- _Task to complete_
Take from the entries below the stretch from the line with "Describe the element" through the line with "You are a GUI", and return it exactly, leaving the pictures out.

BEGIN Task inputs

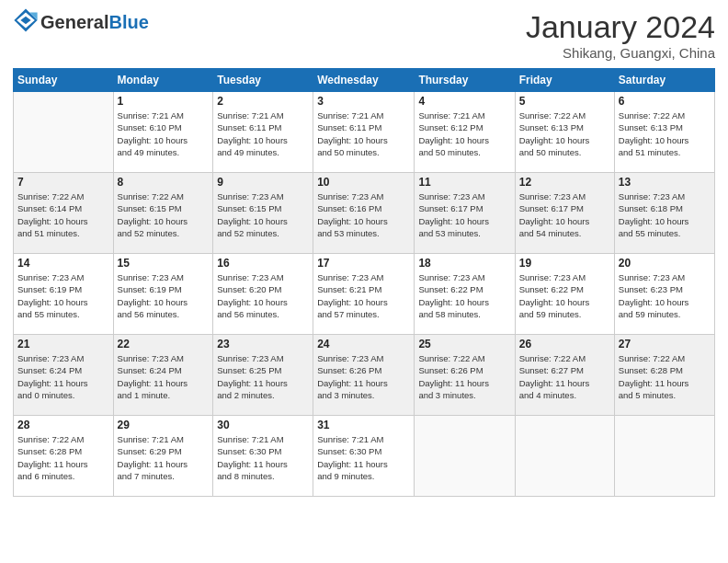 This screenshot has width=728, height=563. What do you see at coordinates (665, 182) in the screenshot?
I see `day-number: 13` at bounding box center [665, 182].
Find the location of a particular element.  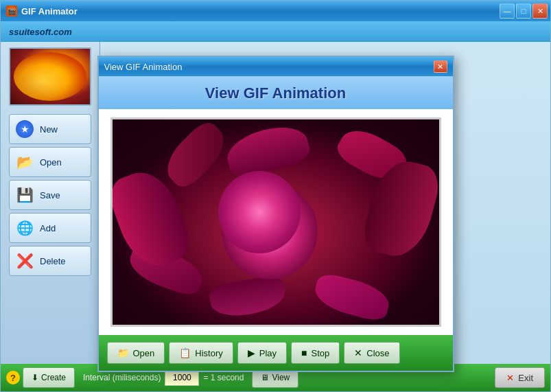

exit-label: Exit is located at coordinates (526, 378).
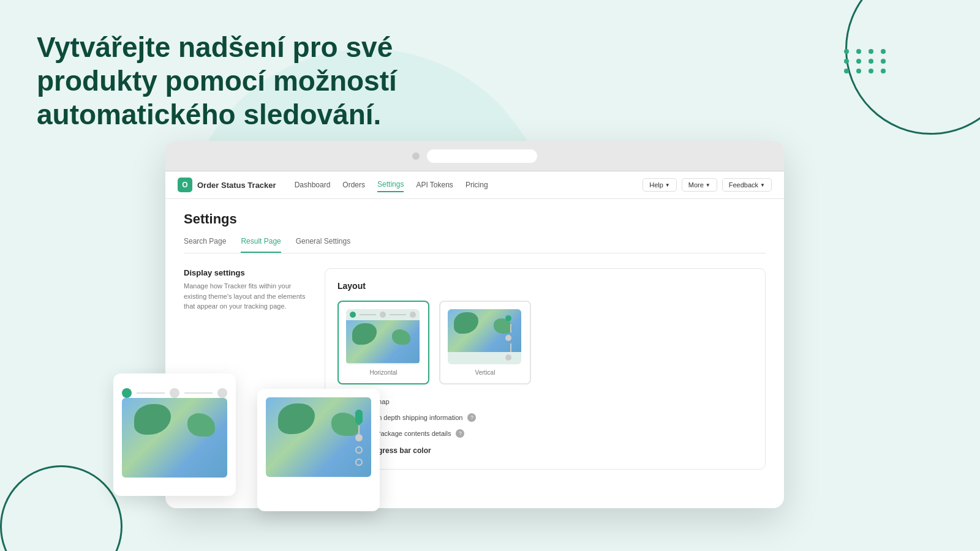 Image resolution: width=980 pixels, height=551 pixels. I want to click on nav-item-pricing: Pricing, so click(477, 185).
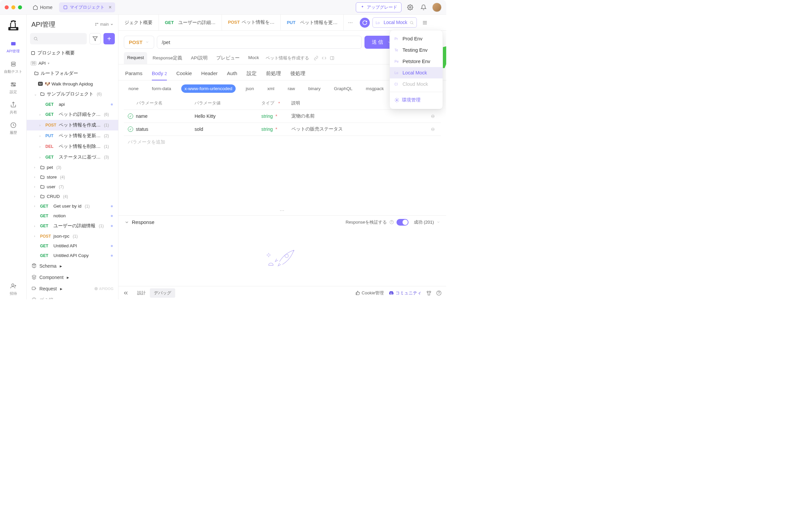 The height and width of the screenshot is (532, 795). I want to click on url-input: /pet, so click(259, 42).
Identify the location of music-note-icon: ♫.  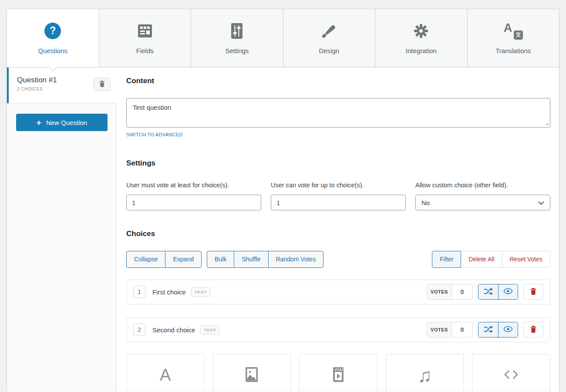
(425, 375).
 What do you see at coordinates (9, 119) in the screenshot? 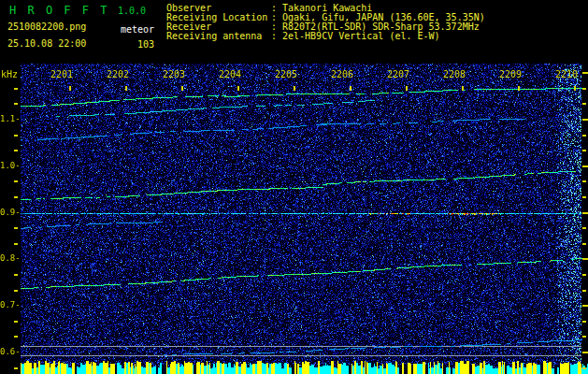
I see `freq-tick-label: 1.1-` at bounding box center [9, 119].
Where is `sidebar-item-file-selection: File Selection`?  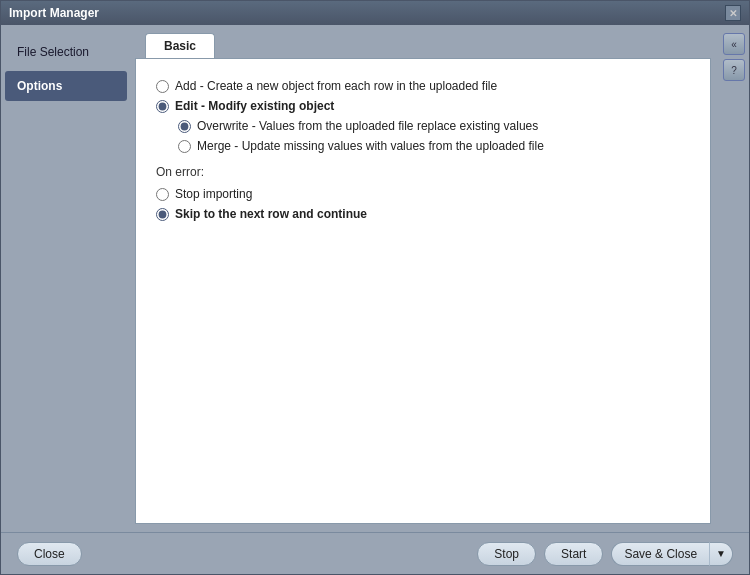 sidebar-item-file-selection: File Selection is located at coordinates (66, 52).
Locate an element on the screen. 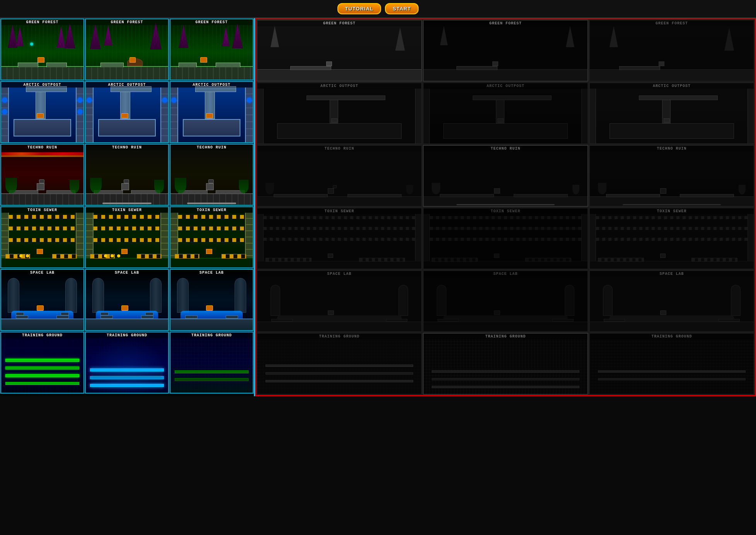  level-cell-ts-2: TOXIN SEWER is located at coordinates (127, 237).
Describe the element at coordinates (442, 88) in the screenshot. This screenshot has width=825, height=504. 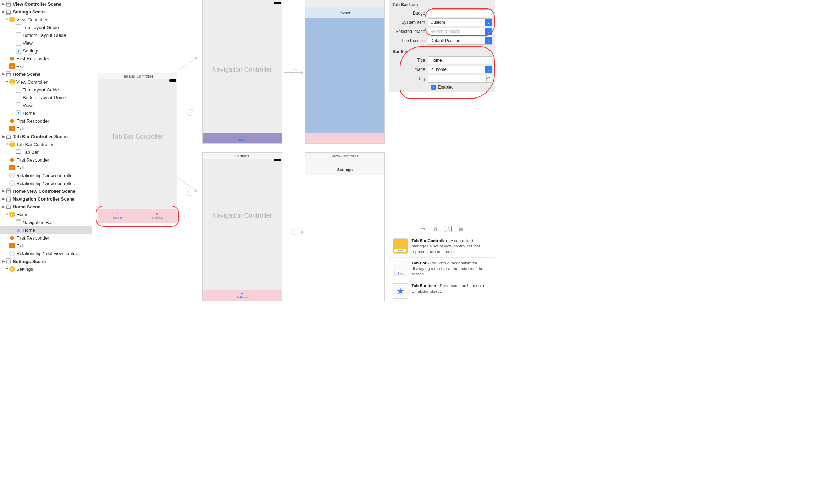
I see `enabled-row: ✓ Enabled` at that location.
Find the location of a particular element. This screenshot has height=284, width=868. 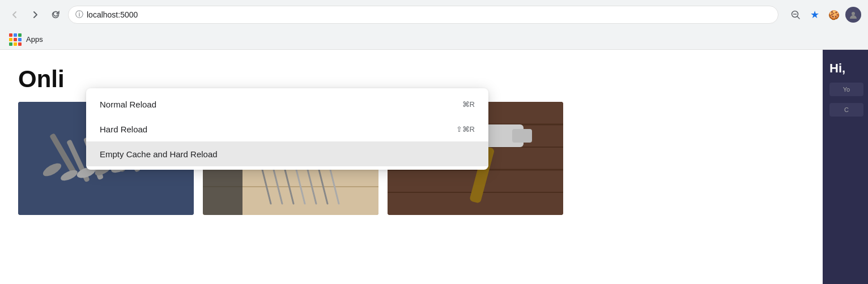

toolbar-icons: ★ 🍪 is located at coordinates (824, 15).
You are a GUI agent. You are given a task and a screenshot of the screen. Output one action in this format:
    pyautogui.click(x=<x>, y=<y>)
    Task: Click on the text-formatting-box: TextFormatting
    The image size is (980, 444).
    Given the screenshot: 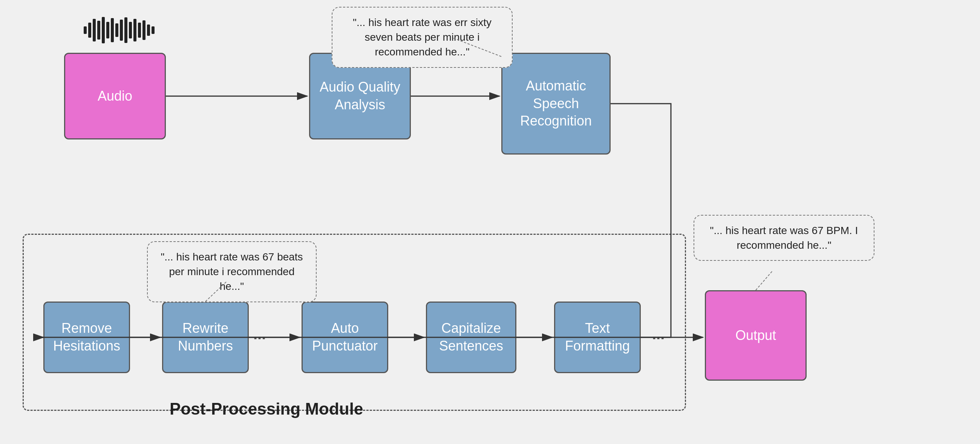 What is the action you would take?
    pyautogui.click(x=597, y=337)
    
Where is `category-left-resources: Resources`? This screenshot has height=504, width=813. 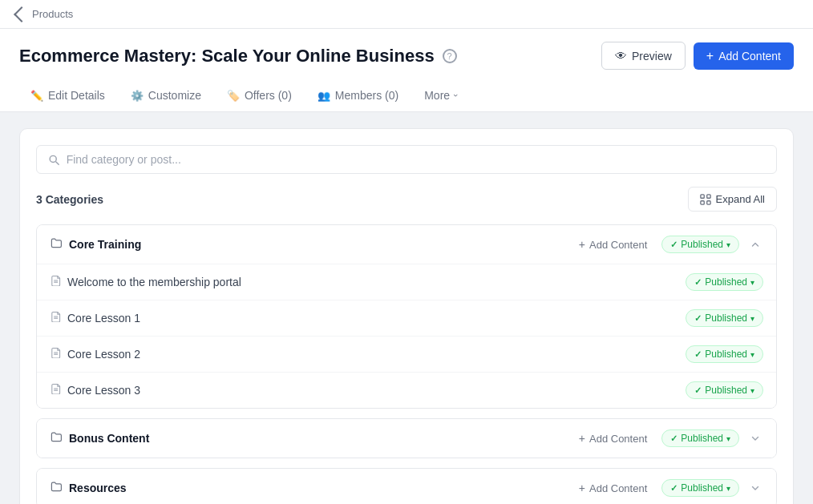 category-left-resources: Resources is located at coordinates (88, 488).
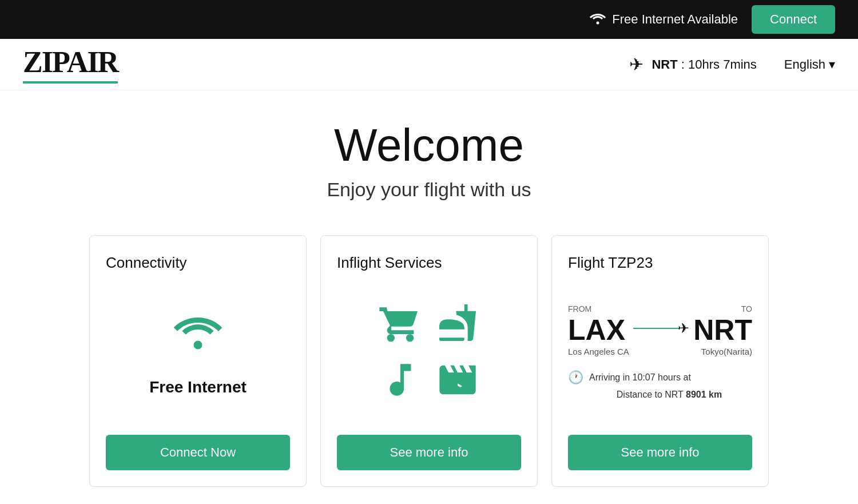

END Task inputs

- _Solution to this problem_
Describe the element at coordinates (442, 88) in the screenshot. This screenshot has width=825, height=504. 
I see `enabled-row: ✓ Enabled` at that location.
Find the location of a particular element. This screenshot has height=284, width=868. 

toolbar-icons: ★ 🍪 is located at coordinates (824, 15).
You are a GUI agent. You are given a task and a screenshot of the screen. Output one action in this format:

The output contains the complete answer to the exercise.